Office Noise Level Checker
Measure your workspace level from the microphone in real time and compare it to a research-based productivity and health guidance chart — under 50 dB(A) optimal, 50–70 moderate, above 70 detrimental — alongside an OSHA workplace reference and open- vs private-office benchmarks.
ℹ This is an uncalibrated estimate, not a sound-level meter. A browser mic can’t know its true sensitivity, so it reads relative dBFS; a dB SPL figure only appears after you calibrate against a real meter, and even then it’s approximate. The 50/70 dB productivity bands are research guidance, not a compliance measurement, and this tool is not valid as legal, complaint, or workplace-compliance evidence. Automatic gain control is forced off (a reading is meaningless otherwise). Nothing is recorded or uploaded.
Microphone
Calibration (optional)
Read the current level on a calibrated sound-level meter or a trusted phone app, type that dB(A) here while measuring, and press Set. The offset is shared with every noise tool on this site, so you only calibrate once. It stays an estimate.
Note: this tool measures an unweighted (broadband, dB Z-like) level — it does not apply A-weighting. Calibrating against a dB(A) meter only applies a single scalar offset, which cannot reproduce the frequency-dependent A-weighting curve, so the estimate is most reliable at the spectral mix present when you calibrated and may read higher than a true dB(A) figure in rooms dominated by low-frequency HVAC hum.
Workspace level
Workspace noise reference (guidance only)
Productivity bands are a simplified framing of office-acoustics research and are for guidance only. The dB(A) figures here are A-weighted reference values, but this tool’s own reading is unweighted (no A-weighting filter is applied), so the comparison is approximate. The 85/90 dB(A) figures are real published OSHA occupational-noise values (29 CFR 1910.95). Comparison here is indicative, not a compliance measurement.
How It Works
When you press Start, the tool opens your microphone with automatic gain control, noise suppression and echo cancellation switched off — those processors silently change the signal level, so leaving them on would make any noise reading meaningless. It then reads the raw waveform many times a second, computes the RMS (root-mean-square) energy of each short frame, and smooths it with a roughly one-second time constant to give a steady level the way a sound-level meter’s “slow” setting does.
That level is reported in dBFS — decibels relative to digital full scale, where 0 is the loudest the system can capture and everything else is negative. dBFS is relative: it tells you reliably whether the room is louder or quieter than a moment ago, but on its own it is not an environmental decibel (dB SPL) reading, because the browser has no idea how sensitive your specific microphone is. To bridge that gap you can calibrate: while measuring, read the level on a real sound-level meter or a trusted phone app and type that dB(A) in. The tool stores the difference (offset = your reading − current dBFS) and from then on shows an estimated dB SPL = dBFS + offset. The offset is saved under a shared key, so calibrating here also calibrates the other noise tools on this site.
Once an estimated SPL is available, the tool drops it into the productivity guidance chart and shows a verdict band: Optimal below 50 dB, Moderate from 50 to under 70, and Detrimental at 70 and above. (The chart’s band boundaries are A-weighted reference values while this tool’s own reading is unweighted, so the comparison is approximate.) It also tracks Leq (the equivalent continuous level over the whole session, 10·log₁₀ of the mean of the per-sample energies), L90 (the level exceeded 90% of the time over a rolling last-~7.5-minute window, a good proxy for the steady background under conversation and clatter), and the loudest and quietest samples since you started. Before you calibrate, every figure is shown honestly as relative dBFS rather than an invented SPL number. Before/after comparisons with the same mic and the shape of the level over time are meaningful even without calibration; only the absolute dB SPL value depends on it.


WHAT YOU WILL DO – Go through the lines below and repeat each one exactly, skipping pictures.

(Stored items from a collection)
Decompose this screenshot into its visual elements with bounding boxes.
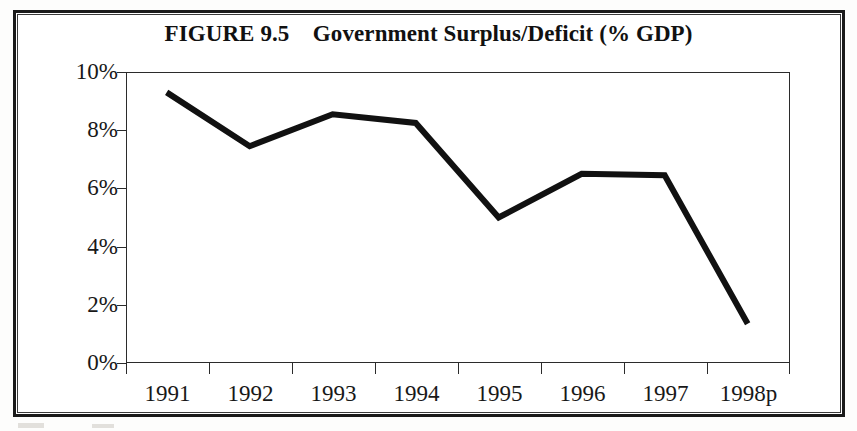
x-axis-tick-label: 1992 bbox=[228, 381, 274, 407]
x-axis-tick-label: 1991 bbox=[145, 381, 191, 407]
x-axis-tick-mark bbox=[458, 363, 459, 374]
y-axis-tick-mark bbox=[117, 72, 126, 73]
x-axis-tick-mark bbox=[292, 363, 293, 374]
y-axis-tick-mark bbox=[117, 188, 126, 189]
line-chart-plot bbox=[126, 72, 790, 363]
data-series-line bbox=[167, 92, 748, 323]
x-axis-tick-mark bbox=[375, 363, 376, 374]
x-axis-tick-label: 1997 bbox=[643, 381, 689, 407]
x-axis-tick-mark bbox=[624, 363, 625, 374]
y-axis-tick-label: 10% bbox=[46, 59, 118, 85]
page-title: FIGURE 9.5 Government Surplus/Deficit (%… bbox=[0, 21, 857, 47]
x-axis-tick-label: 1993 bbox=[311, 381, 357, 407]
y-axis-tick-mark bbox=[117, 247, 126, 248]
x-axis-tick-label: 1996 bbox=[560, 381, 606, 407]
x-axis-tick-label: 1995 bbox=[477, 381, 523, 407]
x-axis-tick-label: 1994 bbox=[394, 381, 440, 407]
scan-artifact bbox=[18, 423, 44, 428]
y-axis-tick-label: 0% bbox=[46, 350, 118, 376]
y-axis-tick-label: 4% bbox=[46, 234, 118, 260]
y-axis-tick-label: 2% bbox=[46, 292, 118, 318]
y-axis-labels: 0%2%4%6%8%10% bbox=[38, 72, 118, 363]
x-axis-tick-mark bbox=[209, 363, 210, 374]
x-axis-tick-label: 1998p bbox=[720, 381, 778, 407]
x-axis-tick-mark bbox=[707, 363, 708, 374]
y-axis-tick-mark bbox=[117, 305, 126, 306]
figure-container: FIGURE 9.5 Government Surplus/Deficit (%… bbox=[0, 0, 857, 431]
x-axis-tick-mark bbox=[789, 363, 790, 374]
y-axis-tick-mark bbox=[117, 363, 126, 364]
x-axis-tick-mark bbox=[541, 363, 542, 374]
y-axis-tick-marks bbox=[117, 72, 127, 363]
y-axis-tick-label: 8% bbox=[46, 117, 118, 143]
x-axis-labels: 19911992199319941995199619971998p bbox=[126, 381, 790, 411]
x-axis-tick-marks bbox=[126, 363, 790, 375]
y-axis-tick-mark bbox=[117, 130, 126, 131]
scan-artifact bbox=[92, 424, 114, 428]
x-axis-tick-mark bbox=[126, 363, 127, 374]
y-axis-tick-label: 6% bbox=[46, 175, 118, 201]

SOLUTION TO THIS TASK –
Decompose this screenshot into its visual elements with bounding boxes.
x-axis-tick-label: 1992 bbox=[228, 381, 274, 407]
x-axis-tick-label: 1991 bbox=[145, 381, 191, 407]
x-axis-tick-mark bbox=[458, 363, 459, 374]
y-axis-tick-mark bbox=[117, 72, 126, 73]
x-axis-tick-mark bbox=[292, 363, 293, 374]
y-axis-tick-mark bbox=[117, 188, 126, 189]
line-chart-plot bbox=[126, 72, 790, 363]
data-series-line bbox=[167, 92, 748, 323]
x-axis-tick-mark bbox=[375, 363, 376, 374]
x-axis-tick-label: 1997 bbox=[643, 381, 689, 407]
x-axis-tick-mark bbox=[624, 363, 625, 374]
y-axis-tick-label: 10% bbox=[46, 59, 118, 85]
page-title: FIGURE 9.5 Government Surplus/Deficit (%… bbox=[0, 21, 857, 47]
x-axis-tick-label: 1993 bbox=[311, 381, 357, 407]
y-axis-tick-mark bbox=[117, 247, 126, 248]
x-axis-tick-label: 1996 bbox=[560, 381, 606, 407]
x-axis-tick-label: 1995 bbox=[477, 381, 523, 407]
x-axis-tick-label: 1994 bbox=[394, 381, 440, 407]
scan-artifact bbox=[18, 423, 44, 428]
y-axis-tick-label: 0% bbox=[46, 350, 118, 376]
y-axis-tick-label: 4% bbox=[46, 234, 118, 260]
y-axis-tick-label: 2% bbox=[46, 292, 118, 318]
y-axis-labels: 0%2%4%6%8%10% bbox=[38, 72, 118, 363]
x-axis-tick-mark bbox=[209, 363, 210, 374]
x-axis-tick-label: 1998p bbox=[720, 381, 778, 407]
x-axis-tick-mark bbox=[707, 363, 708, 374]
y-axis-tick-mark bbox=[117, 305, 126, 306]
figure-container: FIGURE 9.5 Government Surplus/Deficit (%… bbox=[0, 0, 857, 431]
x-axis-tick-mark bbox=[789, 363, 790, 374]
y-axis-tick-mark bbox=[117, 363, 126, 364]
x-axis-tick-mark bbox=[541, 363, 542, 374]
y-axis-tick-marks bbox=[117, 72, 127, 363]
y-axis-tick-label: 8% bbox=[46, 117, 118, 143]
x-axis-labels: 19911992199319941995199619971998p bbox=[126, 381, 790, 411]
x-axis-tick-marks bbox=[126, 363, 790, 375]
y-axis-tick-mark bbox=[117, 130, 126, 131]
scan-artifact bbox=[92, 424, 114, 428]
x-axis-tick-mark bbox=[126, 363, 127, 374]
y-axis-tick-label: 6% bbox=[46, 175, 118, 201]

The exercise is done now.